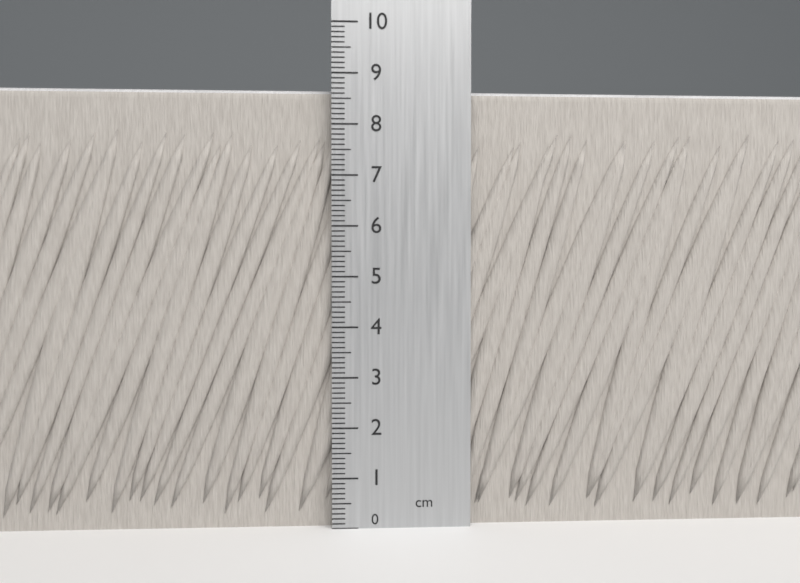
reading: 8.7 cm
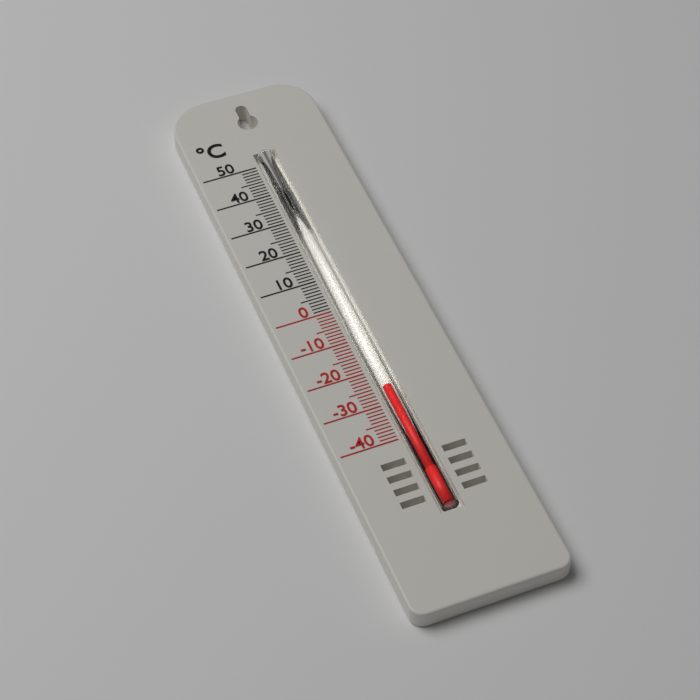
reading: -25 °C
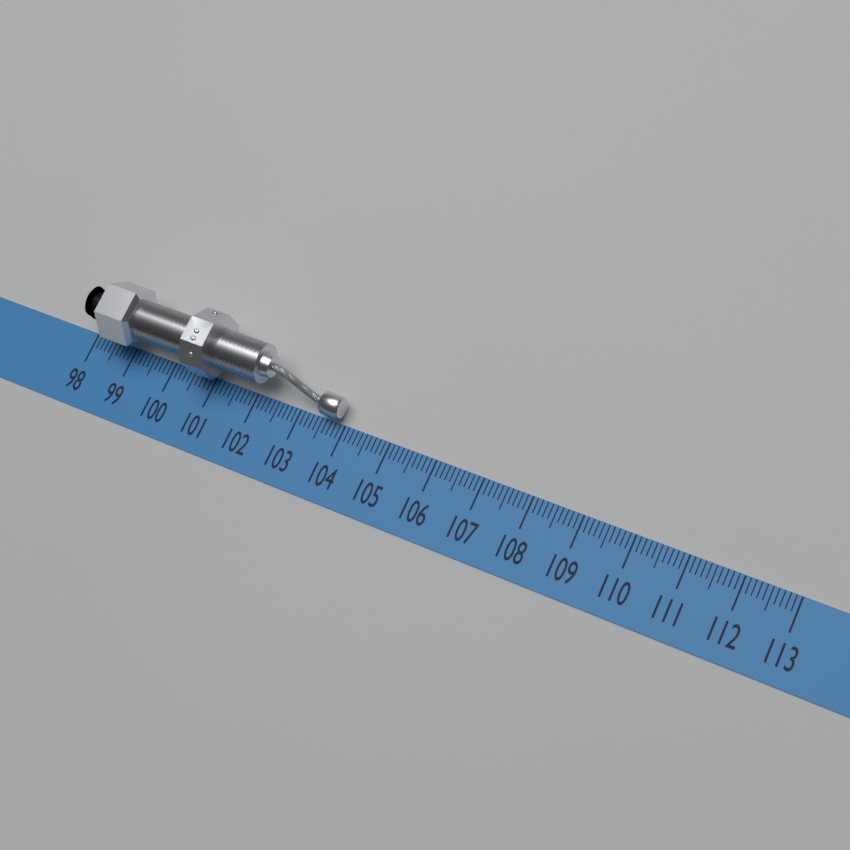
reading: 103.9 (no unit)
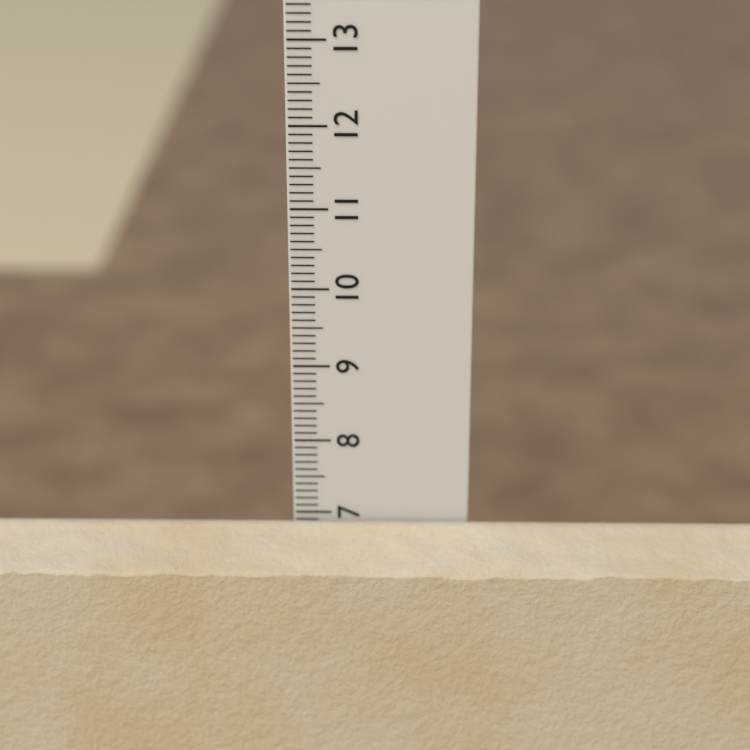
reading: 6.9 cm
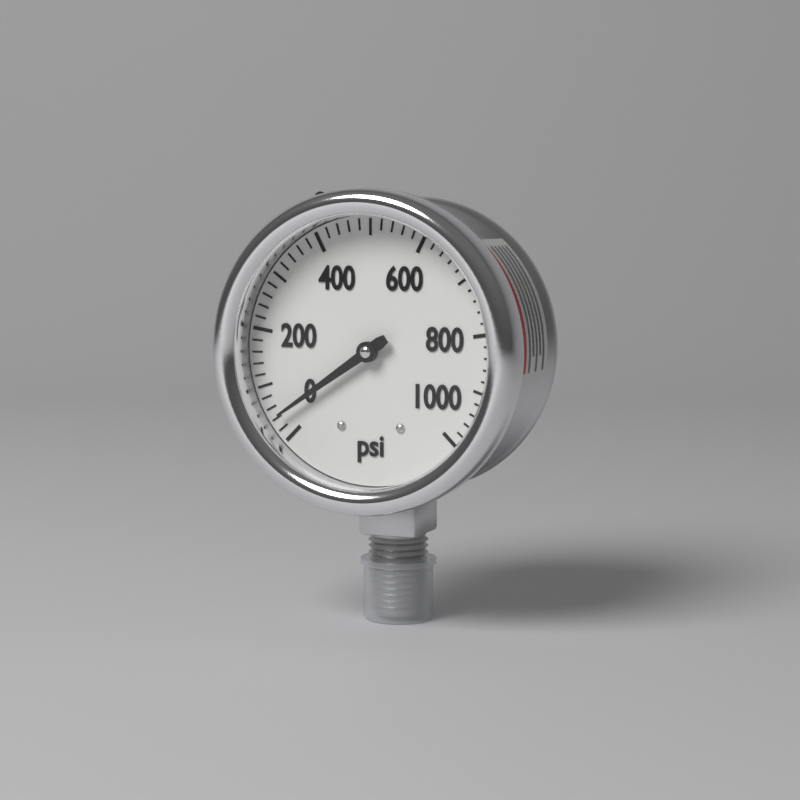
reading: 40 psi
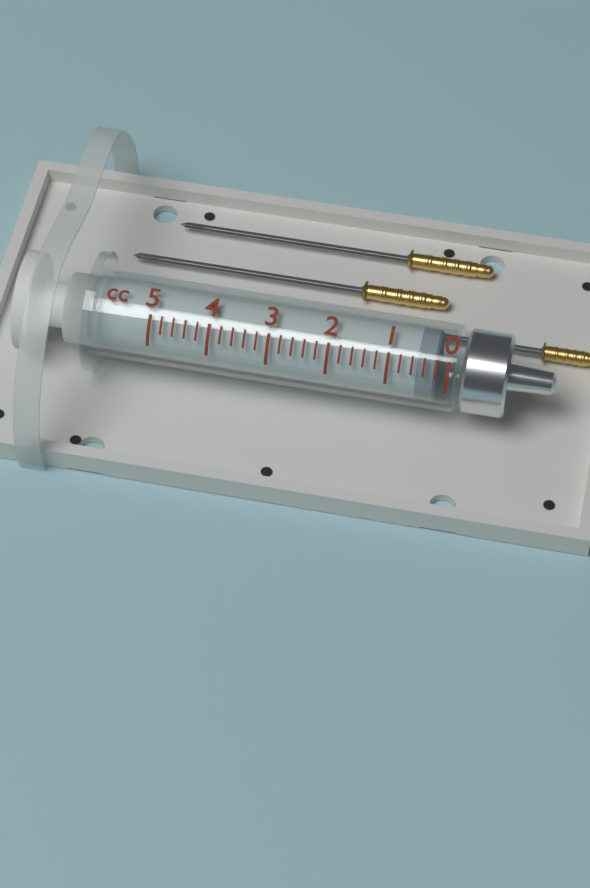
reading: 0.2 cc
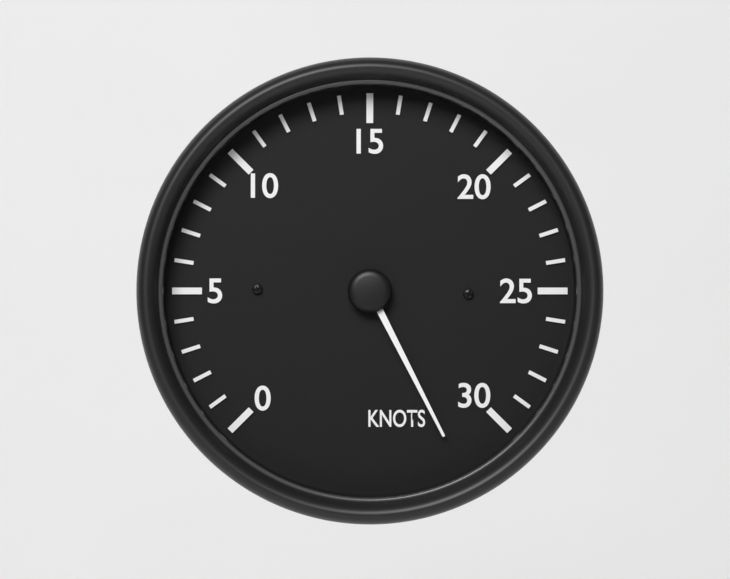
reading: 32 knots
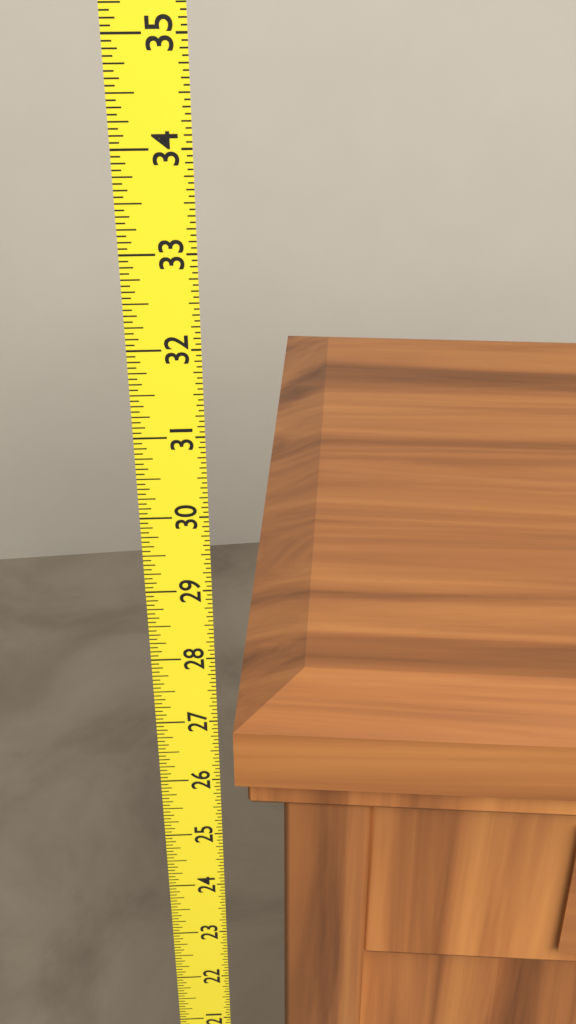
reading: 26.8750 (no unit)
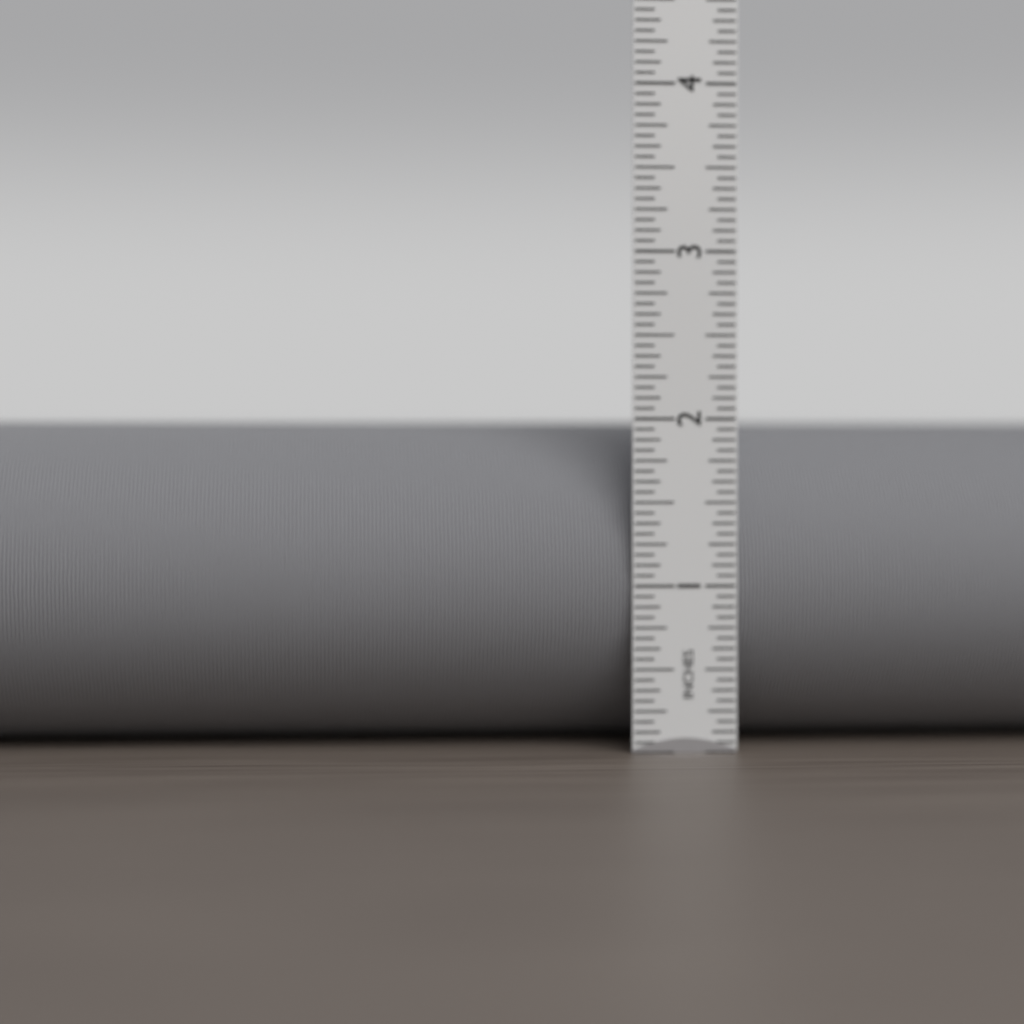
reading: 2.0000 in
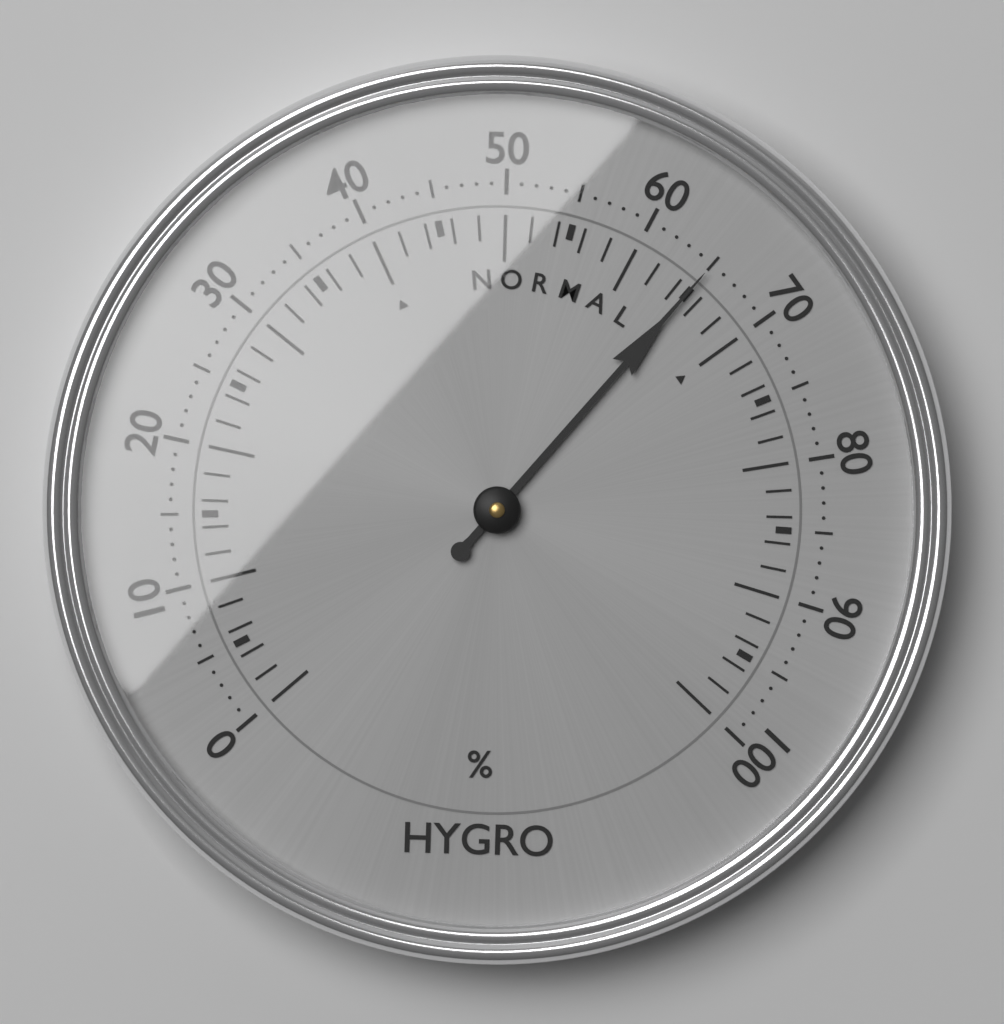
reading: 65 %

EXERCISE: Beginning with the line that contains "reading: -25 °C" and ending with the final line of the entries, every line must be copied exactly; the pictures must not.

SOLUTION TO THE PROBLEM:
reading: -25 °C
reading: 103.9 (no unit)
reading: 6.9 cm
reading: 40 psi
reading: 0.2 cc
reading: 32 knots
reading: 26.8750 (no unit)
reading: 2.0000 in
reading: 65 %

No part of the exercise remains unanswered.